For Angela Finch, prime minister Anthony Albanese’s retelling of his story about growing up as the son of a single mother in Sydney’s public housing is wearing thin.
“His mum could not do what she did today, like she just couldn’t,” Finch told Guardian Australia, adding that soaring costs and restrictions on how much she can work before losing her welfare funding were terrifying her.
“It’s really great for you to have that story, and for you to tell kids in this country, ‘I’m from [public] housing, I could do it, so can you’,” Finch, a single parent of three children under 14 in Hobart, said. “We could when there was safety in the safety net, but it’s not there any more.”
Finch’s financial woes aren’t made any easier by costly rents taking up half the support her family receives under the parenting payment and family tax benefits.
And while the Albanese government used last week’s job summit to grant age and veteran pensioners the ability to earn an extra $4,000 up to $11,800 this financial year without losing any of their pension, there was nothing in it for people like Finch. She, and others on disability and Jobseeker support, want an easing in penalties if they can work more hours.
“It’s a situation where I’m really terrified,” said Finch, who works in medical retailing. “I have to sit down and do the maths really accurately because if I lose my healthcare card, I’d be really screwed.”
Without the healthcare card, which offers a concession on medications, one child’s medicine for asthma and scoliosis would alone add $100 a month to bills, while money would have to be found for another child’s skin-care needs – and to cover Finch’s $40 a month for medication.
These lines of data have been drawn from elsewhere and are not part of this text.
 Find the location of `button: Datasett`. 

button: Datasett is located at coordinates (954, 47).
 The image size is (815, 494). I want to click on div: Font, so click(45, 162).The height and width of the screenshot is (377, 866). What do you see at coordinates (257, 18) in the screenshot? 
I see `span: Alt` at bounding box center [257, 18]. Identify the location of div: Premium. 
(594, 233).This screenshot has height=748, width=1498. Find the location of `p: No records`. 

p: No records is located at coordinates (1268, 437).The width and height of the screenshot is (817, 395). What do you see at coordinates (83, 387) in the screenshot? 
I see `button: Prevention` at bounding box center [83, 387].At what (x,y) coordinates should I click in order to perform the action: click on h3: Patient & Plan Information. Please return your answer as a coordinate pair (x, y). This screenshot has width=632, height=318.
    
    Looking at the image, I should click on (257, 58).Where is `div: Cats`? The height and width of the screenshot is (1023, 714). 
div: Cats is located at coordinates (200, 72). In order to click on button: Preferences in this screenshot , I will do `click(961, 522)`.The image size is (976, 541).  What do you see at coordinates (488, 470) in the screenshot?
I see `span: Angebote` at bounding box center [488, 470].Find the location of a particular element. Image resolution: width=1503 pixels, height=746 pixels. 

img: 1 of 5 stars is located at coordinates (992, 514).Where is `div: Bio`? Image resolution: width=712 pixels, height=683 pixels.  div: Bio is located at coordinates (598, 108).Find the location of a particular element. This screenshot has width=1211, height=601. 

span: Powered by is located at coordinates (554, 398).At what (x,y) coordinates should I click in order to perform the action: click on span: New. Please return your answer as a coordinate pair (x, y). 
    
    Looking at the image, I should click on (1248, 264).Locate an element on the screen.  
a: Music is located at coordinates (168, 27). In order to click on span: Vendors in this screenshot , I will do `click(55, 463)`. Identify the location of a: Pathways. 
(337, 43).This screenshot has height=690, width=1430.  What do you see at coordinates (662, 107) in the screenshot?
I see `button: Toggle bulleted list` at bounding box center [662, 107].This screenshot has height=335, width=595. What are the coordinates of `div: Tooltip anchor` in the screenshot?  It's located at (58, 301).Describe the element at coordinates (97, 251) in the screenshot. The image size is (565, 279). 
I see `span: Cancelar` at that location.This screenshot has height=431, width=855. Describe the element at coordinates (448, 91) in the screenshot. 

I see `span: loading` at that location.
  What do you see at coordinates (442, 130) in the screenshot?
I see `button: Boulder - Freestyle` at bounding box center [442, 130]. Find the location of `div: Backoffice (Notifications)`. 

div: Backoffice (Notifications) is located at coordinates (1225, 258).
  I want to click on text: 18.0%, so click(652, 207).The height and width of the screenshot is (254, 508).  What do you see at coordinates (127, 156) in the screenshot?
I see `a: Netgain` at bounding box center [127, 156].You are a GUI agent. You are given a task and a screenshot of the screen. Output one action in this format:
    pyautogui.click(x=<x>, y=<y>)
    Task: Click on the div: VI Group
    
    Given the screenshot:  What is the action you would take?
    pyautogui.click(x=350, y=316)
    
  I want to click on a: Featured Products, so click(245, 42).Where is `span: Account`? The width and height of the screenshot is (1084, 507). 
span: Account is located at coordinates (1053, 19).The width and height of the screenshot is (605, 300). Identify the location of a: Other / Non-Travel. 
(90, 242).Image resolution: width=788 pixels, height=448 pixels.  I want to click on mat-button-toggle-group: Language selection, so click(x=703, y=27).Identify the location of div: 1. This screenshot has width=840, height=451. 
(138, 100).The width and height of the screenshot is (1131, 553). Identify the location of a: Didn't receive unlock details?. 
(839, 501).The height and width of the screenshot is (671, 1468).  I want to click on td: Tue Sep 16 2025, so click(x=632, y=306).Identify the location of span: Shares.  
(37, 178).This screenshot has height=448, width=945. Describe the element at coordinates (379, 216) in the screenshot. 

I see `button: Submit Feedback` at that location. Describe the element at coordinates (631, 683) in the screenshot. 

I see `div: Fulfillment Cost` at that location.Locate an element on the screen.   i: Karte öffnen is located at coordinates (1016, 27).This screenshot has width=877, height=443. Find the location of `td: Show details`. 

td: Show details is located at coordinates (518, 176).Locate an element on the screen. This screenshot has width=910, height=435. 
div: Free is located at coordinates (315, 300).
Gone, too, would be concessions for electricity and transport.
“It’s not that I don’t want to work, or that I don’t want to pay for myself or my children or anything like that,” she said. “How do I do it? I just can’t.”
Jacqueline Phillips, deputy CEO of the Australian Council of Social Service (Acoss), called on the government to use its 25 October budget to make income supports more uniform. She said the treasurer, Jim Chalmers, should also lift payments for Jobseeker and other allowances to address “the acute crisis people are in”.
“Earnings are treated very differently across income support payments for no good reason,” Phillips said.
“For example, the Jobseeker income test sees people lose some Jobseeker payment as soon as they earn more than $75 per week,” she said.
“This compares with an age pensioner who won’t lose any pension until they earn more than $322 per week under the increased Work Bonus announced by the government at the Jobs Summit.”
Jobseeker and Youth Allowance had also fallen behind wages over time, worsening inequality. Jobseeker, for instance, was now only 40% of the minimum wage “leaving people in a state of destitution”, with Youth Allowance at just 33%.
“In the ‘90s, the unemployment payment sat at around 45% of the minimum wage,” Phillips said. “It was also around 90% of the pension 30 years ago, and it’s now 66%.”
Chalmers this week stressed the budget priorities would be increasing childcare and TAFE, and even helping more people buy electric vehicles. Easing pensioners’ working rules was also important.
“What we’re hoping that does is incentivise more, particularly older Australians, to maybe work a day or two without being penalised in the pension system because we need more people to do a little bit more work,” Chalmers told Adelaide’s 5AA radio on Thursday.
“We’ve got these skills and labour shortages, we believe older people have got a big contribution to make if they want to make it in the workforce so we want to make it a little bit easier to do that,” he said.
Guardian Australia sought comment from the government, opposition and the Greens.
Tony Konjarski, a part-time cleaner in Wollongong who is receiving Jobseeker payments, says he faces a constant battle to stay financially afloat. If he works more than 15 hours a week, he loses $77 in fortnightly Centrelink benefits.
Aged 57 and enduring “crippling disability” from chronic arthritis, Konjarski is trying to pay off a $100,000 mortgage that gets more costly with each interest-rate rise. His 1993 Apollo sedan gets more expensive to service each time.
He said it was “great” people on the age pension were able to work more without having their support reduced, but it didn’t make sense that similar provisions weren’t extended to people in his predicament.
“I find it a bit astonishing,” Konjarski said. “We not only get the lowest rate of government allowance but also we sort of seem to get penalised if we work more hours.”
To make ends meet, he has all but given up fresh fruit – except when supplied by a local food bank – and necessary repairs at home just don’t get done.
“My oven and stove are not working,” Konjarski said, nor does the hot water service. For washing, he heads to a nearby public pool.
“At the least I can get in there, have a shower and get changed and all that,” he said. “And then I’m right for the rest of the day.”